Mulan doesn't want anyone to find out that she is a girl, or that she enlisted in her father's place, because that would bring incredible shame on her family, so she admits that it was she who stole the pendant. She also has to succumb to a strip-search with the rest of the battalion when Turtle drops a valuable jade pendant and Tiger kicks it into the lake to get back at Turtle for being such a bully Turtle being Turtle, he immediately accuses the battalion of theft. Wentai discovers that there is a woman at camp when he sees Mulan taking a bath in a hot spring, but he does not realize that he has seen her. Training is rigorous and difficult but she proves that she is skilled in combat and has tremendous courage when she defends her fellow recruits from the commanding officer's nephew, Turtle, who is a bully.

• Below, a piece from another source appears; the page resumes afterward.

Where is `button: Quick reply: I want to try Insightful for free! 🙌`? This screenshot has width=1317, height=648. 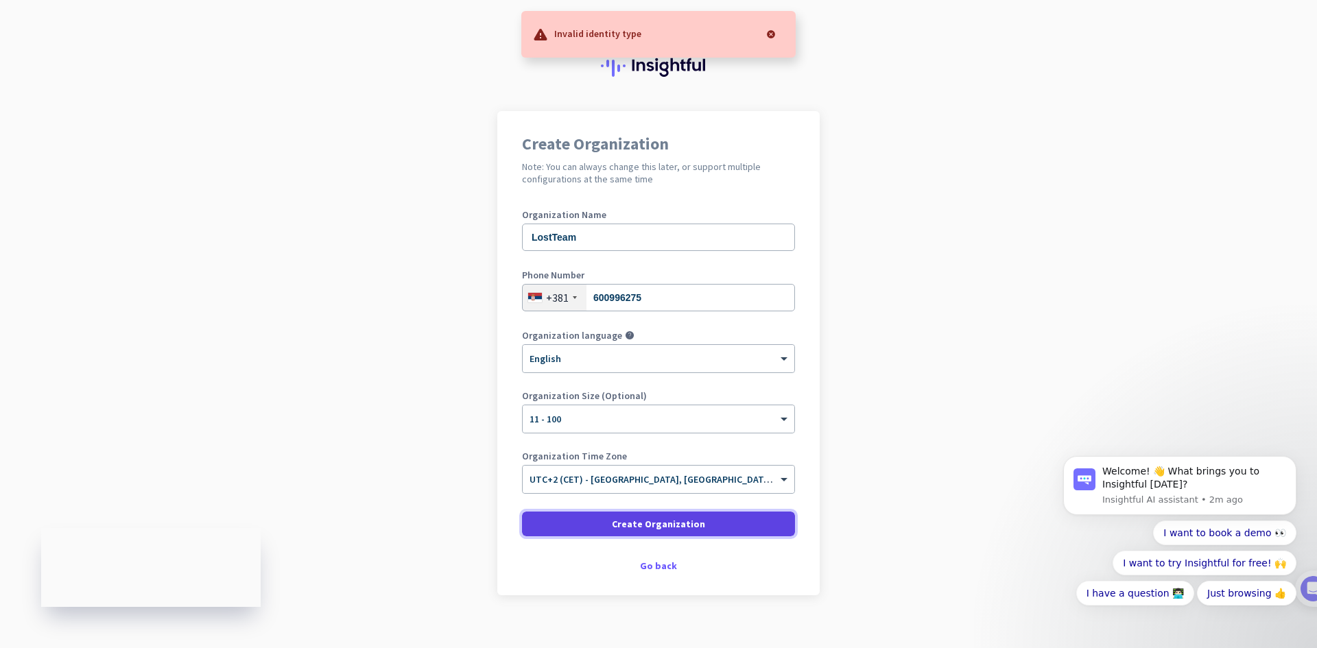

She becomes friends with the battalion's sub-commander, Wentai, as well as a couple of other recruits around her age. She disguises herself as a boy and joins the army in her father's place. That does not stop her one night she sneaks out of the house, taking her father's armor and weapon with her.
Mulan would make a good soldier she is smart, quick-thinking and skilled in martial arts, but as a woman is unable to enlist. Hua Hu has already fought for his country twice and has long since retired from the military but he feels obligated to serve again, much to the chagrin of Hua Mulan, his young daughter, who feels that her father, who is ailing, should not be put through another campaign. so much so that the government issues a nationwide draft. The Rouran tribes are a constant threat to the ruling Chinese dynasty of the Northern Wei province in 450 A.D. We are thankful for their contributions and encourage you to make your own. He avoids the "strong female character" trope or the male gaze, thankfully.These notes were contributed by members of the GradeSaver community.
Hong Kong director Jingle Ma directs the 2009 movie without a sense of exoticism about the heroine's gender even as he explores her dilemma in keeping her gender secret in the army. Hong Kong movies are the one culture where women warriors were commonplace before any other country featured them. The earliest WuXia movies from the 1920s featured swordswomen because male martial artists refused to act in movies at the time. Movies about woman warriors are commonplace in Hong Kong cinema.
The Chinese co-opted her for their own later. She might have been a foreign woman fighting a Chinese invasion. Some historians speculate that the earliest story of Mulan, told in oral traditions before the ballad, was not even a Chinese tale. Another version ended with her committing suicide to escape becoming the emperor's concubine. Later versions from, say, the Tang Dynasty had her fall in love with a fellow soldier. She was enough of a blank slate for subsequent eras to impose different stories to the spaces in her story. She went to war disguised as a man in place of her elderly father, became a general who led the army to victory against the invaders, then returned home 12 years later and put on a dress again. The original ballad, believed to be from the 6 th Century, was fairly basic. She was probably an amalgamation of several real female soldiers of the era.